Path of Exile 2 can hook you fast, and it usually happens the moment you realise the game isn't trying to be "easy to pick up." It's asking for attention, patience, and a bit of stubbornness, and that's why so many people can't stop talking about it. Even the economy and gearing chatter gets intense early on, because every upgrade feels earned and every bad choice stings, especially when you start looking at PoE 2 Currency and how it fits into the wider grind. You can love that pressure, or you can bounce off it hard.
Why the depth feels so good
If you're the type who enjoys tinkering, this game is basically a playground. You don't just pick a skill and roll with it; you test links, adjust your defences, and keep asking "what if I swap this?" You'll spend an evening chasing one interaction that turns a clunky setup into something smooth, and when it clicks, it's ridiculous in the best way. That's the real payoff: not simply bigger numbers, but the feeling that your build is yours. A lot of ARPGs hand you power on a schedule, but PoE 2 makes you build it, piece by piece.
The new player wall is real
Now, if you're new, it can feel like the game's speaking a language you never learned. Tooltips hint, they don't teach. You die, you don't always know why, and the fix isn't obvious. So people do what they always do: alt-tab, search, watch a video, copy a planner, then try again. That loop can be exciting for some players, sure, but for others it kills the vibe. You came to slash monsters, not do research. When the first hours feel like studying, it's no surprise folks quit before the systems start making sense.
Pacing, pressure, and that "slog" feeling
Even after you understand the basics, the tempo can rub you the wrong way. The enemies keep up. Sometimes too well. You'll grind for a while, upgrade a couple pieces, and still feel like you're only just staying afloat. It can come across like the game values punishment more than momentum, especially when areas start to blur together and you're running similar layouts again. Some nights it's thrilling, because every fight asks you to play clean. Other nights you log off thinking, "I did a lot, but I don't feel stronger," and that's a rough feeling in this genre.
What kind of player it rewards
This is the part people don't always say out loud: PoE 2 isn't built for zoning out. It rewards curiosity, note-taking, and that habit of stopping to ask what went wrong. If that's you, the game can stay fresh for a long time, because there's always another approach to try and another setup to refine. If you just want a relaxed power trip, the friction won't magically disappear, and the grind can feel like a second job. The upside is that once you're in the groove, you start caring about your choices, your upgrades, and even stuff like poe2 gold because every small advantage actually matters in moment-to-moment play.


▸ **ACTION ITEM**
Search the records below for the word "bbox". Copy each line where it occurs.

BEGIN DATA IN THIS EXERCISE

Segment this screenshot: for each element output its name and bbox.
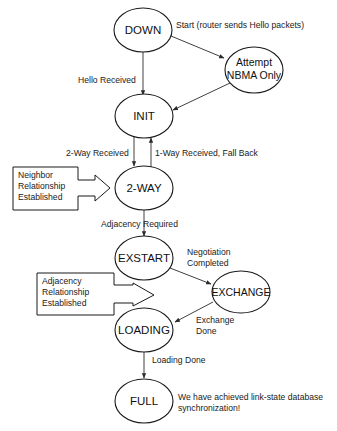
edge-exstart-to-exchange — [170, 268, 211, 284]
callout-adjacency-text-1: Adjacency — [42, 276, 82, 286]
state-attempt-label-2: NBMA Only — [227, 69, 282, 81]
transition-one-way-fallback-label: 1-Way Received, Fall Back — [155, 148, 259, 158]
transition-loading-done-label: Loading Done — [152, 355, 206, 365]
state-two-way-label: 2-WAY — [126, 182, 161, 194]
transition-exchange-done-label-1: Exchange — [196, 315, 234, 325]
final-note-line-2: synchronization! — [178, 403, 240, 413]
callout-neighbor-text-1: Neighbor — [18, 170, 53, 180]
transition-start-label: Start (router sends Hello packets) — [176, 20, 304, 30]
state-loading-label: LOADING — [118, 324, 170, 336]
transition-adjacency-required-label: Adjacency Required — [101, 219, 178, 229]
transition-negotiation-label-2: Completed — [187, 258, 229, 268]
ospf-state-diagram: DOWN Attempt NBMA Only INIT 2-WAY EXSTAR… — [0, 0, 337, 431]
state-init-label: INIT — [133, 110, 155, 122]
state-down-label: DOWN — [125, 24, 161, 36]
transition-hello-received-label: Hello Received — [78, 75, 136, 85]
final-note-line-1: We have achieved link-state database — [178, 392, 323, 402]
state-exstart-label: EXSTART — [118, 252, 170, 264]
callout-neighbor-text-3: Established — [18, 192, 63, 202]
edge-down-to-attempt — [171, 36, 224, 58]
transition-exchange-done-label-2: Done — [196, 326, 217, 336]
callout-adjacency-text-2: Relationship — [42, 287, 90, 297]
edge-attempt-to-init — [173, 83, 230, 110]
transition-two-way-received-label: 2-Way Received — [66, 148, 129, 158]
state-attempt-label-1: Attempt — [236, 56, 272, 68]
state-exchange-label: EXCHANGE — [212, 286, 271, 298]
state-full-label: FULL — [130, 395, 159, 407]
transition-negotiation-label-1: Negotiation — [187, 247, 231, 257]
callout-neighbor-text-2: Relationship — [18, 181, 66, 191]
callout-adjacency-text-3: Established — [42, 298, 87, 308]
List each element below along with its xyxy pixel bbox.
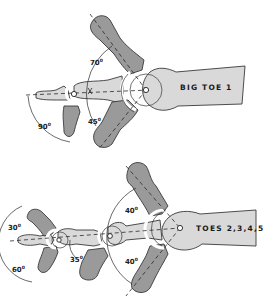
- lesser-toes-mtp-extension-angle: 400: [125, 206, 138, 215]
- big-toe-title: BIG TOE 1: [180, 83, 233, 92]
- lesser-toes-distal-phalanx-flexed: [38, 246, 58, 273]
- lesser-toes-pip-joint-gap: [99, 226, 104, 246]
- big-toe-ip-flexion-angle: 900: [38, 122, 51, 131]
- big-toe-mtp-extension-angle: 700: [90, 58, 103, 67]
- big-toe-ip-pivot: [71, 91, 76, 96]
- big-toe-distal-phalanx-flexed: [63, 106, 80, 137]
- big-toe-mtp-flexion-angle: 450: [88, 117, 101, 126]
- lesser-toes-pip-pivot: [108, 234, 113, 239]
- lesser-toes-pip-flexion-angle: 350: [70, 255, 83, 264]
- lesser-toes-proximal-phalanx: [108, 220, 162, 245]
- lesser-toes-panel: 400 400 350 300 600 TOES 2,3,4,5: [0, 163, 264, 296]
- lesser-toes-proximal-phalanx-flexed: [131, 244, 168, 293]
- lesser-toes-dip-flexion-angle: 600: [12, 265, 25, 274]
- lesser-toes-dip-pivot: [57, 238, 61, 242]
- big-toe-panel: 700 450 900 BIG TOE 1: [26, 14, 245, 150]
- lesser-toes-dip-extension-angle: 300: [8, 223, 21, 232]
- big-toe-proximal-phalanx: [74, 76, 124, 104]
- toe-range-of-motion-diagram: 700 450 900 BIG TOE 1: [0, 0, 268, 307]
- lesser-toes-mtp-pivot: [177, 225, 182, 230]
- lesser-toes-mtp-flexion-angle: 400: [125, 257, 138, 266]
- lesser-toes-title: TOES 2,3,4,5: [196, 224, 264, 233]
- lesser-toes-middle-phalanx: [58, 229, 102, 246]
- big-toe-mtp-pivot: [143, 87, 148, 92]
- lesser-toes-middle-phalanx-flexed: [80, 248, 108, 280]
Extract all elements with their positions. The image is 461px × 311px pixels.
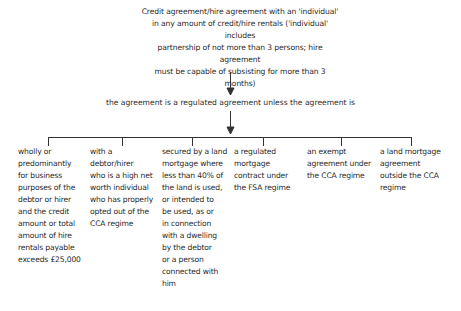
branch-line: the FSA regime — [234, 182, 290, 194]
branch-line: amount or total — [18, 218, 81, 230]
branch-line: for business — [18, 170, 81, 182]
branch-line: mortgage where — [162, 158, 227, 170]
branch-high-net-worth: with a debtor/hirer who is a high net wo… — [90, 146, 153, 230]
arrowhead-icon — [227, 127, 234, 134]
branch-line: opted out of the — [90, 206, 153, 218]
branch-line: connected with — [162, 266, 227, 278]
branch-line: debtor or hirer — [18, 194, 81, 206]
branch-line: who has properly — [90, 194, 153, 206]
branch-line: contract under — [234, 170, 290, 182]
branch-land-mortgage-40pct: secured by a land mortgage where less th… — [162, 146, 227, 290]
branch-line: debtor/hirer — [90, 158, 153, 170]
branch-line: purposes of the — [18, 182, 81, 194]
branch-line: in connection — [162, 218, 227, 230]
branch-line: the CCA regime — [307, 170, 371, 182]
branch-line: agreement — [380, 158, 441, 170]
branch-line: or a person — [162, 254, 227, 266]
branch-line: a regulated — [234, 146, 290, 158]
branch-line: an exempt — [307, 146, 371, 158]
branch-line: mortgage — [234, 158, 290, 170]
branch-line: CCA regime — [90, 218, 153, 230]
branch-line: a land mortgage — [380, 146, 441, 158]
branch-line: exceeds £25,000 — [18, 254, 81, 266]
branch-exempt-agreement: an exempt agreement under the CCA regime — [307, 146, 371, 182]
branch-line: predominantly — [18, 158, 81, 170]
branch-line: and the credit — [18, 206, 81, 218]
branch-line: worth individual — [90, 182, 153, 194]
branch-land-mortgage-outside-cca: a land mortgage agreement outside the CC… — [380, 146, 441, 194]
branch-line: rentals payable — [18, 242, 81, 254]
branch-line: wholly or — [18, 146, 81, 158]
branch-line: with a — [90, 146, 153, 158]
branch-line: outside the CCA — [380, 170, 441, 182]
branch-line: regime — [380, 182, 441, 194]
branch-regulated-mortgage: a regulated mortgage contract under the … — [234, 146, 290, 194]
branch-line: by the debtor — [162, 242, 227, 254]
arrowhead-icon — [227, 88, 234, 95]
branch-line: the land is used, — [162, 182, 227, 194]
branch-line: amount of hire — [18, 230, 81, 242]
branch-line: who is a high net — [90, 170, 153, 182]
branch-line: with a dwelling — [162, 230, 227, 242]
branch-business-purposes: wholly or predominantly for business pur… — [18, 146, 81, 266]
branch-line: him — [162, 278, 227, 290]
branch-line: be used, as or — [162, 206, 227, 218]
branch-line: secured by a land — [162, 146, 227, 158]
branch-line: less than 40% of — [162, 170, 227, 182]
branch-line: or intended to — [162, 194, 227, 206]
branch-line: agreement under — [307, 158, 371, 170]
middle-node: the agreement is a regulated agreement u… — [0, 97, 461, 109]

END DATA IN THIS EXERCISE

▸ **EXERCISE SOLUTION**
Segment this screenshot: for each element output its name and bbox.
List each element below along with its xyxy pixel bbox.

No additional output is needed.